DEFINITION: The “business cycle” is the historically observed tendency of market economies to go through alternating phases of expansion and contraction.
ETYMOLOGY: The word “business” was formed in the fourteenth century from the word “busyness”—the noun form of the adjective “busy”—and meaning a “purposeful activity.”
“Busy” derives, via Middle English, from the Old English word bisig, meaning “full of activity” or “busy.” Bisig is connected to the Middle Low German word besich, meaning “active,” “occupied,” “diligent,” or “industrious.”
The word “cycle” derives, via Middle English and French, from the Late Latin word cyclus, meaning a “fixed period of time (especially years).” The word cyclus entered Latin from the Greek word kuklos, meaning “ring,” “circle,” or “wheel.”
USAGE: The study of the business cycle—that is, the proposal of theories that attempt to explain the business cycle as an empirical phenomenon—forms one of the most important subfields of academic economics.
The first thinkers to identify the business cycle as an important object of study were the English utopian socialist, Robert Owen, and, especially, the French economist, Jean Charles Léonard de Sismondi, who discussed it in his 1819 Nouveaux principes d’économie politique [New Principles of Political Economy].
Broadly speaking, there are two general types of business-cycle theories that have competed with each other for favor over the course of economic history. We may call them the “exogenous” and the “endogenous” classes of theories (with multiple variants of each).
In a nutshell, exogenous business-cycle theories claim that unusual expansions (or “booms”) and contractions, also known as “recessions” (or “busts”), are caused by shocks to an economic system emanating from the outside.
A prime example that was frequently discussed during the nineteenth century was warfare. And wars can indeed affect an economy for better or for worse, depending on a multitude of factors.
For example, war may impact a country’s economy negatively if it has to redirect valuable resources to its defense or if its agriculture, its industry, and/or its labor force are subjected to physical devastation.
On the other hand, war may impact a country’s economy positively if it is not itself a party to the war, but rather sells weapons, food, or other supplies to the warring parties.
From this example, it should be obvious how complex the problem of exogenous shocks to the economy may be.
Even so, the business cycle did not appear to disappear, or even noticeably lessen, during times of peace. Therefore, not all economists were satisfied that exogenous shocks alone could explain the business cycle.
In the later nineteenth and early twentieth century, some economists—especially, Friedrich A. Hayek and others associated with the Austrian school of economics—developed an endogenous theory of the business cycle.
The basic idea of the Austrian theory was that the business cycle is caused by the misallocation of resources, which in turn is usually caused by perverse (uneconomic) incentives to market actors through government policies relating to subsidy, taxation, and/or regulation.
The misallocation of resources due to government interference in the economy leads business owners to turn in a direction away from the one indicated by market signals. Over the long term, this necessarily results in forgone profits, unsold stock, and business failure.
Now, of course, businesses fail all the time due to misjudgments made by their owners without any help from perverse government incentives. However, such failures are scattered at random throughout the economy.
What makes government interference in the economy particularly insidious is that it causes many business owners to misallocate resources in the same way at the same time, leading to many simultaneous business failures in the same sectors.
Austrian economists say that this type of endogenous shock is the main driver of the business cycle under conditions of government interference in the economy.
Note that government interference counts as “endogenous” if one views the government as internal to the economic system (as one clearly must, since it is an economic actor in its own right).
More recently, economists have attempted to resurrect the exogenous-shock theory of the business cycle under the name, “real business-cycle theory,” which argues that the business cycle results from the efficient response of business owners to expected exogenous changes to the economic environment.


WHAT IS EXPECTED
The answer is the full set of records, given again exactly and without images.
::::
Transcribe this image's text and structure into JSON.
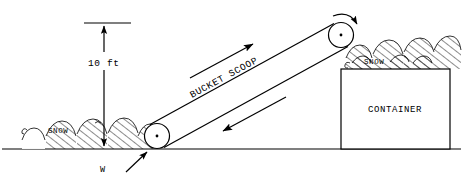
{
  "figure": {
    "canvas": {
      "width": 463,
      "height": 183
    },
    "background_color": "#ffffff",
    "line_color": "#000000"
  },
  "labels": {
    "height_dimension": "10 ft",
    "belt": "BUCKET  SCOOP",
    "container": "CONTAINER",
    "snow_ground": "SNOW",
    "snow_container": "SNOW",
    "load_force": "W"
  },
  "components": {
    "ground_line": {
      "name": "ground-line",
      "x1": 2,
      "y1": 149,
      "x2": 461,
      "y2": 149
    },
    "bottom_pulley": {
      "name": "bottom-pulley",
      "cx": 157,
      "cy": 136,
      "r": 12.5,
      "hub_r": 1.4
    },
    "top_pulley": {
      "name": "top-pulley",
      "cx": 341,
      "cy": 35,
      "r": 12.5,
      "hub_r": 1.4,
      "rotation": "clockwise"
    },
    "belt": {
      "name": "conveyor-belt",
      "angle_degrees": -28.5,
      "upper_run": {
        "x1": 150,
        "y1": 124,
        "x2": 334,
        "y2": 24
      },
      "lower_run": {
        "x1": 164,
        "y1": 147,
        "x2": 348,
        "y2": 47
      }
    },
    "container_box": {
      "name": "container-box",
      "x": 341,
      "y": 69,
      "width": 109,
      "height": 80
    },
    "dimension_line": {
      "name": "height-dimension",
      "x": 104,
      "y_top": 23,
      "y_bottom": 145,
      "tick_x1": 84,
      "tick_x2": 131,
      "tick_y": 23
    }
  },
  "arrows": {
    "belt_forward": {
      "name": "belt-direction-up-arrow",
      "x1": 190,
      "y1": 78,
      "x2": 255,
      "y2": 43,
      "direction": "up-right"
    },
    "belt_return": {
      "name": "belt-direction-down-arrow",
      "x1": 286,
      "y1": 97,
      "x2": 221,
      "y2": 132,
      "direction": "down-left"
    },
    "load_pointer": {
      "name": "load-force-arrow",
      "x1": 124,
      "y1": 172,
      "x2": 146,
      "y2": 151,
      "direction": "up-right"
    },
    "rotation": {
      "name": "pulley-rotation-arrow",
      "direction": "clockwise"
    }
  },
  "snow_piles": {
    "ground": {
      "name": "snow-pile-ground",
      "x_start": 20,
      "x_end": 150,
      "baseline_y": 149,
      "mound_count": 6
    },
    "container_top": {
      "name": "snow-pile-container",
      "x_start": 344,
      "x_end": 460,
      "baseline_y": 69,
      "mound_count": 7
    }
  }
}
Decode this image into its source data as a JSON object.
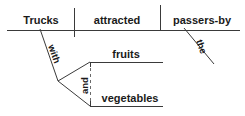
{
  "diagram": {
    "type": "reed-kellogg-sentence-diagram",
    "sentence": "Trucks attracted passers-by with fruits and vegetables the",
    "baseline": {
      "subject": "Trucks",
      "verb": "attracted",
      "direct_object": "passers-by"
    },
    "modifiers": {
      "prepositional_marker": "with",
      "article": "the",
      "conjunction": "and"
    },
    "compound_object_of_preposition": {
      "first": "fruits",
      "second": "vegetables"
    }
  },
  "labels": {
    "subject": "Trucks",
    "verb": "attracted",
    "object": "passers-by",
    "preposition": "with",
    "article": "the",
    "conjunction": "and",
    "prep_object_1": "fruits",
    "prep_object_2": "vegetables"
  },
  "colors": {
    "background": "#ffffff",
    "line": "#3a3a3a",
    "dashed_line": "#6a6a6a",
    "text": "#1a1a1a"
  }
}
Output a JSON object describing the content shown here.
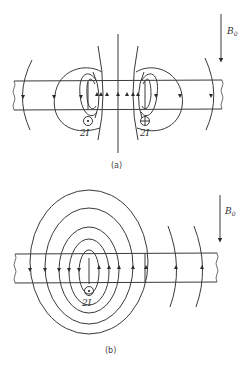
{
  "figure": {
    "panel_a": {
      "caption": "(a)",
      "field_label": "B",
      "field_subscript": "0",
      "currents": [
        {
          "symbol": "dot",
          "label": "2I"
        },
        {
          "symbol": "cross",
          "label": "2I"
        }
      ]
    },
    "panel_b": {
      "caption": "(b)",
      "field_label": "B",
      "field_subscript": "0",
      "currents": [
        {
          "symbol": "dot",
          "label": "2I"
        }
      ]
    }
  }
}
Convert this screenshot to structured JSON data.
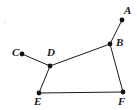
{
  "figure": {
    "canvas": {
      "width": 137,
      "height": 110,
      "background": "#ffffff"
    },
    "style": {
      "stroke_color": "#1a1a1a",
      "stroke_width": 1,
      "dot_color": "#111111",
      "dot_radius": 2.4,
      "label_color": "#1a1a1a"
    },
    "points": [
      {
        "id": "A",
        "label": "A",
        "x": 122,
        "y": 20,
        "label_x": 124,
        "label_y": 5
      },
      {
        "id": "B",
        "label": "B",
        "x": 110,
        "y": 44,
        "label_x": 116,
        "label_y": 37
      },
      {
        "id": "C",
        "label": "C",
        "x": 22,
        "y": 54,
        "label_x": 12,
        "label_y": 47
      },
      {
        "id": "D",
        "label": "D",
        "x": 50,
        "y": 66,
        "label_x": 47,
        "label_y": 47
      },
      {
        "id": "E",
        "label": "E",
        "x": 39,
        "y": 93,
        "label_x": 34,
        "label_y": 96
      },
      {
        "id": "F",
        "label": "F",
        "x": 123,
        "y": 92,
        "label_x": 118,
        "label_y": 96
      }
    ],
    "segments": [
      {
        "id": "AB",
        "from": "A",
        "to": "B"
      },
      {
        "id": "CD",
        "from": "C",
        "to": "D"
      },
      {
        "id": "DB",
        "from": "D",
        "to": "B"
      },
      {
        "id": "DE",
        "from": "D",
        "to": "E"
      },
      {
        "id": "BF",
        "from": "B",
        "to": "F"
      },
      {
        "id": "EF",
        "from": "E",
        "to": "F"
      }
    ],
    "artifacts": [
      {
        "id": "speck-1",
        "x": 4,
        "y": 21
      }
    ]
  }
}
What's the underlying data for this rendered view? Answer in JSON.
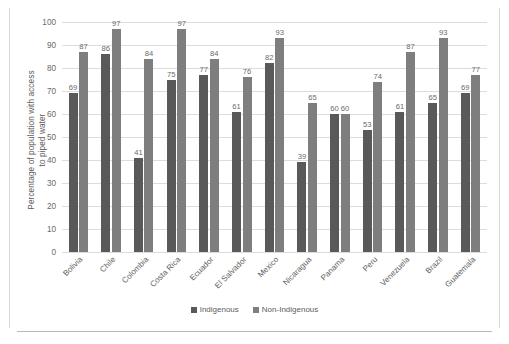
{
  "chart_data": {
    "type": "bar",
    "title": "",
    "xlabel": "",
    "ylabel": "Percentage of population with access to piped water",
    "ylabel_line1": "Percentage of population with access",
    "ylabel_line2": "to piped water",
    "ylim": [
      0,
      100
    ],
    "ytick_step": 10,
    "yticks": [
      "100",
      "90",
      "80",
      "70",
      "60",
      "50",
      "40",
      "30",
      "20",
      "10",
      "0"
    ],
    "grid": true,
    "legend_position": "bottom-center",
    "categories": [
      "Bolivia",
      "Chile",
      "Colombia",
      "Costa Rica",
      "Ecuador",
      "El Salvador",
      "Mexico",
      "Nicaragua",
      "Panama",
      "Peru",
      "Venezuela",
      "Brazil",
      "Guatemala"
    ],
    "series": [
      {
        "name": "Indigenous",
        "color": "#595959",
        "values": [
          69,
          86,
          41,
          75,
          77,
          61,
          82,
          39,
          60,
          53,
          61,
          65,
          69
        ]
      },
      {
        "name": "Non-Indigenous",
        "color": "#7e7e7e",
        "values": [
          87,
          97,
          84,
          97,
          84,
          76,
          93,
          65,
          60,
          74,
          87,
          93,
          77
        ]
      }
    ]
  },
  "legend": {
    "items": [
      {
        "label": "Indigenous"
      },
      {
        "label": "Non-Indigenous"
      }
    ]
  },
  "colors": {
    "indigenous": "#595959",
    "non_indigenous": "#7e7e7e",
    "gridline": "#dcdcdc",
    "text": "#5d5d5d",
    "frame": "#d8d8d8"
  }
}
::::
TASK RESPONSE
Transcribe this image's text and structure into JSON.
{
  "figure": {
    "canvas": {
      "width": 463,
      "height": 183
    },
    "background_color": "#ffffff",
    "line_color": "#000000"
  },
  "labels": {
    "height_dimension": "10 ft",
    "belt": "BUCKET  SCOOP",
    "container": "CONTAINER",
    "snow_ground": "SNOW",
    "snow_container": "SNOW",
    "load_force": "W"
  },
  "components": {
    "ground_line": {
      "name": "ground-line",
      "x1": 2,
      "y1": 149,
      "x2": 461,
      "y2": 149
    },
    "bottom_pulley": {
      "name": "bottom-pulley",
      "cx": 157,
      "cy": 136,
      "r": 12.5,
      "hub_r": 1.4
    },
    "top_pulley": {
      "name": "top-pulley",
      "cx": 341,
      "cy": 35,
      "r": 12.5,
      "hub_r": 1.4,
      "rotation": "clockwise"
    },
    "belt": {
      "name": "conveyor-belt",
      "angle_degrees": -28.5,
      "upper_run": {
        "x1": 150,
        "y1": 124,
        "x2": 334,
        "y2": 24
      },
      "lower_run": {
        "x1": 164,
        "y1": 147,
        "x2": 348,
        "y2": 47
      }
    },
    "container_box": {
      "name": "container-box",
      "x": 341,
      "y": 69,
      "width": 109,
      "height": 80
    },
    "dimension_line": {
      "name": "height-dimension",
      "x": 104,
      "y_top": 23,
      "y_bottom": 145,
      "tick_x1": 84,
      "tick_x2": 131,
      "tick_y": 23
    }
  },
  "arrows": {
    "belt_forward": {
      "name": "belt-direction-up-arrow",
      "x1": 190,
      "y1": 78,
      "x2": 255,
      "y2": 43,
      "direction": "up-right"
    },
    "belt_return": {
      "name": "belt-direction-down-arrow",
      "x1": 286,
      "y1": 97,
      "x2": 221,
      "y2": 132,
      "direction": "down-left"
    },
    "load_pointer": {
      "name": "load-force-arrow",
      "x1": 124,
      "y1": 172,
      "x2": 146,
      "y2": 151,
      "direction": "up-right"
    },
    "rotation": {
      "name": "pulley-rotation-arrow",
      "direction": "clockwise"
    }
  },
  "snow_piles": {
    "ground": {
      "name": "snow-pile-ground",
      "x_start": 20,
      "x_end": 150,
      "baseline_y": 149,
      "mound_count": 6
    },
    "container_top": {
      "name": "snow-pile-container",
      "x_start": 344,
      "x_end": 460,
      "baseline_y": 69,
      "mound_count": 7
    }
  }
}
Decode this image into its source data as a JSON object.
{
  "diagram": {
    "type": "reed-kellogg-sentence-diagram",
    "sentence": "Trucks attracted passers-by with fruits and vegetables the",
    "baseline": {
      "subject": "Trucks",
      "verb": "attracted",
      "direct_object": "passers-by"
    },
    "modifiers": {
      "prepositional_marker": "with",
      "article": "the",
      "conjunction": "and"
    },
    "compound_object_of_preposition": {
      "first": "fruits",
      "second": "vegetables"
    }
  },
  "labels": {
    "subject": "Trucks",
    "verb": "attracted",
    "object": "passers-by",
    "preposition": "with",
    "article": "the",
    "conjunction": "and",
    "prep_object_1": "fruits",
    "prep_object_2": "vegetables"
  },
  "colors": {
    "background": "#ffffff",
    "line": "#3a3a3a",
    "dashed_line": "#6a6a6a",
    "text": "#1a1a1a"
  }
}
Output a JSON object describing the content shown here.
{
  "figure": {
    "panel_a": {
      "caption": "(a)",
      "field_label": "B",
      "field_subscript": "0",
      "currents": [
        {
          "symbol": "dot",
          "label": "2I"
        },
        {
          "symbol": "cross",
          "label": "2I"
        }
      ]
    },
    "panel_b": {
      "caption": "(b)",
      "field_label": "B",
      "field_subscript": "0",
      "currents": [
        {
          "symbol": "dot",
          "label": "2I"
        }
      ]
    }
  }
}
Convert this screenshot to structured JSON data.
{
  "figure": {
    "canvas": {
      "width": 137,
      "height": 110,
      "background": "#ffffff"
    },
    "style": {
      "stroke_color": "#1a1a1a",
      "stroke_width": 1,
      "dot_color": "#111111",
      "dot_radius": 2.4,
      "label_color": "#1a1a1a"
    },
    "points": [
      {
        "id": "A",
        "label": "A",
        "x": 122,
        "y": 20,
        "label_x": 124,
        "label_y": 5
      },
      {
        "id": "B",
        "label": "B",
        "x": 110,
        "y": 44,
        "label_x": 116,
        "label_y": 37
      },
      {
        "id": "C",
        "label": "C",
        "x": 22,
        "y": 54,
        "label_x": 12,
        "label_y": 47
      },
      {
        "id": "D",
        "label": "D",
        "x": 50,
        "y": 66,
        "label_x": 47,
        "label_y": 47
      },
      {
        "id": "E",
        "label": "E",
        "x": 39,
        "y": 93,
        "label_x": 34,
        "label_y": 96
      },
      {
        "id": "F",
        "label": "F",
        "x": 123,
        "y": 92,
        "label_x": 118,
        "label_y": 96
      }
    ],
    "segments": [
      {
        "id": "AB",
        "from": "A",
        "to": "B"
      },
      {
        "id": "CD",
        "from": "C",
        "to": "D"
      },
      {
        "id": "DB",
        "from": "D",
        "to": "B"
      },
      {
        "id": "DE",
        "from": "D",
        "to": "E"
      },
      {
        "id": "BF",
        "from": "B",
        "to": "F"
      },
      {
        "id": "EF",
        "from": "E",
        "to": "F"
      }
    ],
    "artifacts": [
      {
        "id": "speck-1",
        "x": 4,
        "y": 21
      }
    ]
  }
}
What's the underlying data for this rendered view? Answer in JSON.
{
  "chart_data": {
    "type": "bar",
    "title": "",
    "xlabel": "",
    "ylabel": "Percentage of population with access to piped water",
    "ylabel_line1": "Percentage of population with access",
    "ylabel_line2": "to piped water",
    "ylim": [
      0,
      100
    ],
    "ytick_step": 10,
    "yticks": [
      "100",
      "90",
      "80",
      "70",
      "60",
      "50",
      "40",
      "30",
      "20",
      "10",
      "0"
    ],
    "grid": true,
    "legend_position": "bottom-center",
    "categories": [
      "Bolivia",
      "Chile",
      "Colombia",
      "Costa Rica",
      "Ecuador",
      "El Salvador",
      "Mexico",
      "Nicaragua",
      "Panama",
      "Peru",
      "Venezuela",
      "Brazil",
      "Guatemala"
    ],
    "series": [
      {
        "name": "Indigenous",
        "color": "#595959",
        "values": [
          69,
          86,
          41,
          75,
          77,
          61,
          82,
          39,
          60,
          53,
          61,
          65,
          69
        ]
      },
      {
        "name": "Non-Indigenous",
        "color": "#7e7e7e",
        "values": [
          87,
          97,
          84,
          97,
          84,
          76,
          93,
          65,
          60,
          74,
          87,
          93,
          77
        ]
      }
    ]
  },
  "legend": {
    "items": [
      {
        "label": "Indigenous"
      },
      {
        "label": "Non-Indigenous"
      }
    ]
  },
  "colors": {
    "indigenous": "#595959",
    "non_indigenous": "#7e7e7e",
    "gridline": "#dcdcdc",
    "text": "#5d5d5d",
    "frame": "#d8d8d8"
  }
}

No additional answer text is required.